09/26/2025
Taking 1 John 2:22 Seriously: Why a Real Father and a Real Son Matter
The Apostle John gives a chilling warning in his first letter: "Who is the liar but the one who denies that Jesus is the Christ? This is the antichrist, the one who denies the Father and the Son." This passage forces me to ask a critical question: what does it truly mean to "confess the Son"?
To avoid being on the wrong side of this text, my greatest concern must be affirming that the Son is truly the Son in the most literal way possible. Shouldn't we be more worried about whether Jesus is truly born from God than whether he is "human enough" for our theological systems?
The most shocking truth of the Gospel isn't just that Jesus is the Messiah, but that God has a Son. This is the new revelation that changes everything.
# # A Meaningless Title or a Profound Truth?
This brings us to the core issue with theologies like modern Judaism and Unitarianism. While they may use the title "Son of God," it's often treated as a metaphor. In these systems, Jesus is a human who became the Son by adoption, not by birth. This, in my opinion, is a functional denial of both the true Sonship of the Son and the true Fatherhood of the Father.
I must have a real, begotten Son, born from God before all things. I need every part of the Bible to be true, not just useful terminology. I don't need to understand how God birthed the Son; I just need to believe that He did.
# # The Denial in A***nism and the Trinity
This is also why I no longer use the term "A***n" for my own view.
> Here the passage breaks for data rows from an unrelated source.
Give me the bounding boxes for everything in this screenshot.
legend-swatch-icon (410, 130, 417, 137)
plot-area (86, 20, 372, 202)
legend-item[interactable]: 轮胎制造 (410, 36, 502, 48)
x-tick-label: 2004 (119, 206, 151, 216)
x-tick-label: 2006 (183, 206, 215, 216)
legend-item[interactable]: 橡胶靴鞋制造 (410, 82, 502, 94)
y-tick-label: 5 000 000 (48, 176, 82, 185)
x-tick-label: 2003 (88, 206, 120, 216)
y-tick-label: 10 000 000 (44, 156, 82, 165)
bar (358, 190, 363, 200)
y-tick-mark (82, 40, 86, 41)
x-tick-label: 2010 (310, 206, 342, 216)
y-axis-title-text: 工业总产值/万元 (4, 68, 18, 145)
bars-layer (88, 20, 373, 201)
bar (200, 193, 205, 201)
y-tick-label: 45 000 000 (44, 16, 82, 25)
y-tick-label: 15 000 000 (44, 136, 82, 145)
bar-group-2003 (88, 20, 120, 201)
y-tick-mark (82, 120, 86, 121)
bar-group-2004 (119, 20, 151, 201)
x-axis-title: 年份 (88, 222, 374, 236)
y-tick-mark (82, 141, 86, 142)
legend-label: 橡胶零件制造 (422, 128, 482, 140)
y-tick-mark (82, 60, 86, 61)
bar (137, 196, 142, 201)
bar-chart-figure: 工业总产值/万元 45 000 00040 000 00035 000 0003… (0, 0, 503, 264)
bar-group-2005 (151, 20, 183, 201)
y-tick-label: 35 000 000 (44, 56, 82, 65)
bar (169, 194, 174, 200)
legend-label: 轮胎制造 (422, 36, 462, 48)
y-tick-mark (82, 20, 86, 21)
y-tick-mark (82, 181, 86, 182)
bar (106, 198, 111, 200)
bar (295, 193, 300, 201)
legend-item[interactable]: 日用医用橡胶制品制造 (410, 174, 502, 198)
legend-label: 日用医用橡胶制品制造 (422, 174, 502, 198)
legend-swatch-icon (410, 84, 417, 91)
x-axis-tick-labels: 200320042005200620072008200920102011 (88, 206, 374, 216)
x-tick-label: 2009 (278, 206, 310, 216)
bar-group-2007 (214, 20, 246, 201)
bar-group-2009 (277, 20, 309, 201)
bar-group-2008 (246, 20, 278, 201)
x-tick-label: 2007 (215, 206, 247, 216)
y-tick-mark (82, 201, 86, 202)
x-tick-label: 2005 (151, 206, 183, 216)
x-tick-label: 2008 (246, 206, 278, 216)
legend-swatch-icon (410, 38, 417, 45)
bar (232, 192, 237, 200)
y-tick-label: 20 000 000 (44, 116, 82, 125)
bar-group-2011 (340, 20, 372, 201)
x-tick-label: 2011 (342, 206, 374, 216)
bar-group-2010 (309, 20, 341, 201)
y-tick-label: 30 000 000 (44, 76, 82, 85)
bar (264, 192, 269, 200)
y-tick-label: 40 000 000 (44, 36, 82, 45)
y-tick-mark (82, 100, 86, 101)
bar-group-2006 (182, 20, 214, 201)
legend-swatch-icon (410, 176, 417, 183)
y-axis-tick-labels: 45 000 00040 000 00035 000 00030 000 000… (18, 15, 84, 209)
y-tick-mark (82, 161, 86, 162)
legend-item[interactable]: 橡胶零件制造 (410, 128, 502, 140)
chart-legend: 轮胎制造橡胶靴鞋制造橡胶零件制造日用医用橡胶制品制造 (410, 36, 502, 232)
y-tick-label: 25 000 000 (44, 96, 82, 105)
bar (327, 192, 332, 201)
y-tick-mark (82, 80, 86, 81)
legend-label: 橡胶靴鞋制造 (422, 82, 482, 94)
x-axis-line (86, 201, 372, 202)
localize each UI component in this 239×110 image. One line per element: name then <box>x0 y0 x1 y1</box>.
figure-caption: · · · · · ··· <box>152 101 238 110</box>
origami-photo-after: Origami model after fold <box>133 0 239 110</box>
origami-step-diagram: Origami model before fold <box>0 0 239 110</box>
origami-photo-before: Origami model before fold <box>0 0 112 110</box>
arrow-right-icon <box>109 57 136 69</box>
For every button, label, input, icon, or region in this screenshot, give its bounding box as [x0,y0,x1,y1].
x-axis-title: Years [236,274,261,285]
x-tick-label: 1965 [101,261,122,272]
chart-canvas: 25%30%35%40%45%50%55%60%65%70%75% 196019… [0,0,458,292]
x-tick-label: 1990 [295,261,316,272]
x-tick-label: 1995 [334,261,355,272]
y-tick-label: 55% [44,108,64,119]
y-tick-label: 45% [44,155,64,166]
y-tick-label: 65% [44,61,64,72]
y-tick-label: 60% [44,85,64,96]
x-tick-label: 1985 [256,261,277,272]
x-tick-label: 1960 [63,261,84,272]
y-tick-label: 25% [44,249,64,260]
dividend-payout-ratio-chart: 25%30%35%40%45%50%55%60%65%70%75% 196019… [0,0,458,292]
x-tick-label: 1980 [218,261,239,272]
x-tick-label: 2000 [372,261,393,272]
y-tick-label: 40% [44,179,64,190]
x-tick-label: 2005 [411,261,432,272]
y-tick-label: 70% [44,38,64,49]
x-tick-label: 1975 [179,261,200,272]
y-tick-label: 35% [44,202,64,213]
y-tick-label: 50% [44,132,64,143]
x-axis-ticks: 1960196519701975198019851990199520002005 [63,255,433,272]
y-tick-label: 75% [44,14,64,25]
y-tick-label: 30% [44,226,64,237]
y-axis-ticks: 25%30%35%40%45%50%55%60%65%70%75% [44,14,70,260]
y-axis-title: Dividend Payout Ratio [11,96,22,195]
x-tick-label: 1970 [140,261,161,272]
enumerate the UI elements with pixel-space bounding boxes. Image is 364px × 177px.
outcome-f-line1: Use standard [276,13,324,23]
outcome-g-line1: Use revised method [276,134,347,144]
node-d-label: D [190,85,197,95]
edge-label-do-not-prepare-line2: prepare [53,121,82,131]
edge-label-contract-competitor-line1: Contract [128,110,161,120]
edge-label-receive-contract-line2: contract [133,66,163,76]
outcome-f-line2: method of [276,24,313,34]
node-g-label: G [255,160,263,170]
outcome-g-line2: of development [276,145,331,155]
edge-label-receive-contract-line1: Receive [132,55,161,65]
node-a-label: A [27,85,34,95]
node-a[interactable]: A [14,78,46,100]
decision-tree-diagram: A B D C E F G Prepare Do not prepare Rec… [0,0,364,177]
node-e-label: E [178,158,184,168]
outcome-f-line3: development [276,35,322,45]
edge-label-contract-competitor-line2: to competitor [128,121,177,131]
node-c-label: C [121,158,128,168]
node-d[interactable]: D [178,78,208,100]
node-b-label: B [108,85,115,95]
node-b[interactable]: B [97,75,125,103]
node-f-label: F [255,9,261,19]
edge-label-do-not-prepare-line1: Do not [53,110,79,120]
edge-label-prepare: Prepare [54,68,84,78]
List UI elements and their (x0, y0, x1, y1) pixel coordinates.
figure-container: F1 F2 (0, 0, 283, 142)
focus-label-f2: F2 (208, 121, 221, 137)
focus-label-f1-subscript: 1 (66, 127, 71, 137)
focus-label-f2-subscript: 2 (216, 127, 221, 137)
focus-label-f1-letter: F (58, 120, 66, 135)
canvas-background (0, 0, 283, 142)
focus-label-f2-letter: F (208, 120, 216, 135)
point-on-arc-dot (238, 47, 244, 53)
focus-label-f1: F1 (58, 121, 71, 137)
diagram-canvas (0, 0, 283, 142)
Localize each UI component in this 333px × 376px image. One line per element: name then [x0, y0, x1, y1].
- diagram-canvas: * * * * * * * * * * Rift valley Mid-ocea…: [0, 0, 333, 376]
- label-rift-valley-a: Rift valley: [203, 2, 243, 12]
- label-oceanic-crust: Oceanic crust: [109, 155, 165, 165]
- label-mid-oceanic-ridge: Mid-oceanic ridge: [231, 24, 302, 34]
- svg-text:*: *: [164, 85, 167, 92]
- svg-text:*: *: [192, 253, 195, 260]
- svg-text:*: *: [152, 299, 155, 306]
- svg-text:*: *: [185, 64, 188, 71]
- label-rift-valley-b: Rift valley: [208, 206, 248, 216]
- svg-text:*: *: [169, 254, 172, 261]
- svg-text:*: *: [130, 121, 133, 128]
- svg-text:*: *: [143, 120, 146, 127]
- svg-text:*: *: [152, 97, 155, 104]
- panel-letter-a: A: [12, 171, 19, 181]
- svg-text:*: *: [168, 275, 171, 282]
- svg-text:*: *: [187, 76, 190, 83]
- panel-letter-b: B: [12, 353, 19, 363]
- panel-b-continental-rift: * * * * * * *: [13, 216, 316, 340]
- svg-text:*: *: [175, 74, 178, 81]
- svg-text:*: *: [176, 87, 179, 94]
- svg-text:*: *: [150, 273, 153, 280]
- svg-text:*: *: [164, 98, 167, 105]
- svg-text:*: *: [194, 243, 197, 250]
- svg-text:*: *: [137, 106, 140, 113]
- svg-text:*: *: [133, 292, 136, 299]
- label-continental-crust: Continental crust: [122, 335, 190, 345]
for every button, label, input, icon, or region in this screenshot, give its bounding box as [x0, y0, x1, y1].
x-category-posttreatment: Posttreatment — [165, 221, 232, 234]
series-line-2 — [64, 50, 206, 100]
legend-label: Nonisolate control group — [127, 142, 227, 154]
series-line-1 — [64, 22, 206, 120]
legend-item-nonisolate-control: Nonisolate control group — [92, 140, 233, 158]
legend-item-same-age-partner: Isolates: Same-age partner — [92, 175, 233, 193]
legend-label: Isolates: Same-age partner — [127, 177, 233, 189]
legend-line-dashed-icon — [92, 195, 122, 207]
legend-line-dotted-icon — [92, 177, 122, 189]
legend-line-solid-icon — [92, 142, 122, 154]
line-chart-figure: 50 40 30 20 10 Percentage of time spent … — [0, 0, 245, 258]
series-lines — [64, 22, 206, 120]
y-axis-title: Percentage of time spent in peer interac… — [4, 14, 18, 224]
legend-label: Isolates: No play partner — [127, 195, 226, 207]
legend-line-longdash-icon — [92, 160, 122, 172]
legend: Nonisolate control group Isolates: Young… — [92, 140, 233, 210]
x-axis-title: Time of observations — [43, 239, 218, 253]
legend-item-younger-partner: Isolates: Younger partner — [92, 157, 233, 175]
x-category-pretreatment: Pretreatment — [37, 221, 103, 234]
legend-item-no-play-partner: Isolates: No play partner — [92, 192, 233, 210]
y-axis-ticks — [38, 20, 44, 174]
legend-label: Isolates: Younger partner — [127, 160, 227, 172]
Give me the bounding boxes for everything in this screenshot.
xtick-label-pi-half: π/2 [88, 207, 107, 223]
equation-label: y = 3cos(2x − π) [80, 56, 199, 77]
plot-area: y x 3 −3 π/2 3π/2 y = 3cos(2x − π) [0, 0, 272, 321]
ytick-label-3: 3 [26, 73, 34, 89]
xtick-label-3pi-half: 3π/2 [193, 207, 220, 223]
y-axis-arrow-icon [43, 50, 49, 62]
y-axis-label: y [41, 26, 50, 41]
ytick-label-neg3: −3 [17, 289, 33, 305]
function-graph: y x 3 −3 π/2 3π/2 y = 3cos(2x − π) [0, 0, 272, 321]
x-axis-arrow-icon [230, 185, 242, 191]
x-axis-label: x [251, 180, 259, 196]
A***nism claims the Son is the first and highest creature, made from nothing. This is another denial of a real Father-Son relationship. If I create a robot, it is not my son. A true son must come from me.
Ironically, the doctrine of the Trinity also denies the Father and the Son in a crucial way. If the Son is "uncreated" and "co-eternal," then the Father never actually caused Him to exist. The Father begot nothing and no one. The terms "Father" and "Son" become mere titles, not descriptions of a real, relational reality. It's a profound denial of the Fatherhood of God.
# # The Simple and Profound Truth: Christian Monolatry
The early church understood this differently. Justin Martyr, for example, called the Son "another God" who is "subject to the maker of all things." He was another, a numerically different being.
This is the simple and profound truth of Christian Monolatry:
The Son is a divine being, a "god," precisely because of who He was born from.
He is not the Almighty God, because the Almighty is the one who gave Him life.
Therefore, the Son is forever subject to His Father and His God.
This framework allows us to believe all of Scripture without contradiction. We can have a real Father who truly begot a real Son, who is both divine and subordinate, just as the Bible and the earliest Christians described.